Published:Monday | February 6, 2017 | 12:00 AMRyon Jones
Diana McCaulay

The Jamaica Environment Trust (JET) is calling on the regulatory bodies with responsibility for air quality in Jamaica to carry out their duties.

JET is also requesting that Prime Minister Andrew Holness, who is the minister of the environment, take immediate steps to address Jamaica's worsening air quality and give the issue the priority it deserves.

JET's CEO Diana McCaulay's appeal comes in wake of an article published in the February 5 edition of The Sunday Gleaner titled 'Pollution crisis - Portmore residents with respiratory illnesses urged to flee foul community'.

But the issue of pollution is not limited to Portmore, as air quality has been deteriorating in the Kingston Metropolitan Area, with data from the National Environment and Planning Agency (NEPA) showing that the air quality in areas such as Spanish Town Road, Mona and Rockfort declined to the worst ever readings in 2015.

According to McCaulay, along with the Ministry of Health, NEPA, and the National Solid Waste Management Authority, all have some responsibility for the issue.

"The public-health threat of open burning remains unaddressed by NEPA, the National Solid Waste Management Authority, or the Ministry of Health," McCaulay charged in a release to the media yesterday.

"The main sources of air pollution in Jamaica are industrial, motor vehicle emissions; open burning by individuals and businesses, garbage dumps, and forest or bush fires. Despite many meetings, reports and promises over two decades, little progress has been made in controlling these sources."

McCaulay further highlighted that Jamaica has no motor vehicle emission standards, and while we do have air-quality regulations for major and significant facilities as defined by law, these facilities (mainly industrial) are required to do their own testing for a number of pollutants (depending on the industry) and report those tests to NEPA.
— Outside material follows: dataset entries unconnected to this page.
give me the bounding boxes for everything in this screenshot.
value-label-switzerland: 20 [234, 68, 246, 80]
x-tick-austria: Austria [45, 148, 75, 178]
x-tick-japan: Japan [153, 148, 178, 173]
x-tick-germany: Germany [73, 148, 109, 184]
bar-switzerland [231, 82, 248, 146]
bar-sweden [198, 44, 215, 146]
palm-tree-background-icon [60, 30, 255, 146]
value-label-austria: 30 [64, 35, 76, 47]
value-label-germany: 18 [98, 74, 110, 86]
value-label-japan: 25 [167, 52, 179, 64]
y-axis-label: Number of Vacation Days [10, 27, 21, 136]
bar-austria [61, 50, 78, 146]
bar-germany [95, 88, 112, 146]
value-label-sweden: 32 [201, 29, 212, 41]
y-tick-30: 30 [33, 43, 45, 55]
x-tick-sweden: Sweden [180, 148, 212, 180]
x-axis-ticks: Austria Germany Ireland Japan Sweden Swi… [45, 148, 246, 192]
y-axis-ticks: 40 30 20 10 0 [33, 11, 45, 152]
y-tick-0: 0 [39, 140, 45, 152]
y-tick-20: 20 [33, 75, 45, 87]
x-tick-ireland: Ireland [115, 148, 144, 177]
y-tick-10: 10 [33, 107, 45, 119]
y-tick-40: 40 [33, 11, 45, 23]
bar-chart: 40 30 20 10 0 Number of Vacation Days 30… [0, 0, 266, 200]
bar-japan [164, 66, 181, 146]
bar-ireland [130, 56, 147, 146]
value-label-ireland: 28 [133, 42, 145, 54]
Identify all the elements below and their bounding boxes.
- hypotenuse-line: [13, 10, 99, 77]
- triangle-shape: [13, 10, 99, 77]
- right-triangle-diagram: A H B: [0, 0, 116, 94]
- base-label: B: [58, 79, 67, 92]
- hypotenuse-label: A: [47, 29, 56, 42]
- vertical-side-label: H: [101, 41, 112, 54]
"Except for particulates, NEPA does not have the equipment to do independent testing for the criteria pollutants (for which there are air quality standards), let alone the 78 priority pollutants (for which there are guideline levels) identified in the air-quality regulations," McCaulay said. "NEPA does not proactively release information on air quality in a form that is understandable by a layperson so it is not easy for a citizen to find out what he or she is breathing."

 

Turning a blind eye

 

Environmentalist Diana McCaulay believes the authorities have been turning a blind eye to many illegal practices across the island that have been contributing to the deteriorating air quality.

These, she says, include an illegal operation to retrieve copper from waste tyres, which burns visibly and harmfully every week in the vicinity of Spanish Town.
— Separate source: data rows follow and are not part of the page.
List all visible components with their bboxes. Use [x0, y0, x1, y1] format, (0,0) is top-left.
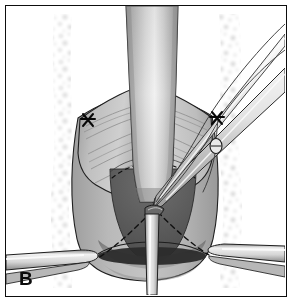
- panel-label: B: [19, 269, 33, 288]
- suture-knot-bead: [210, 139, 222, 154]
- figure-frame: B: [5, 5, 287, 297]
- surgical-illustration: [6, 6, 285, 295]
- figure-root: B: [0, 0, 292, 302]
- central-vertical-probe: [145, 214, 159, 295]
- lower-right-retractor: [208, 244, 285, 277]
- central-vertical-column: [126, 6, 178, 202]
"Cane fires remain unregulated, although there have been promises over many years that they will be stopped. Farmers still use fire to clear land, sometimes with catastrophic results," McCaulay further outlined.

"Although the fine for open burning under the Public Health Nuisance Regulations is $50,000, the Ministry of Health seemingly has no response to the many trash fires which burn every day all over the island in proximity to large human populations.

"We already know, however, that even where regulations exist, enforcement is grossly inadequate."

JET has begun implementing a new project titled Jamaicans for Clean Air and Water and is currently undertaking a review of the air and water quality legal framework in Jamaica which is anticipated will be completed by March 2017.

In Sunday's article, consultant physician and pulmonologist at the University Hospital of the West Indies, Dr Althea Aquart-Stewart, advised persons who suffer from respiratory problems to avoid living in Portmore, if possible. She said there were a number of people coming from Portmore with exacerbation of their medical problems. Asthmatics she said, "go through hell".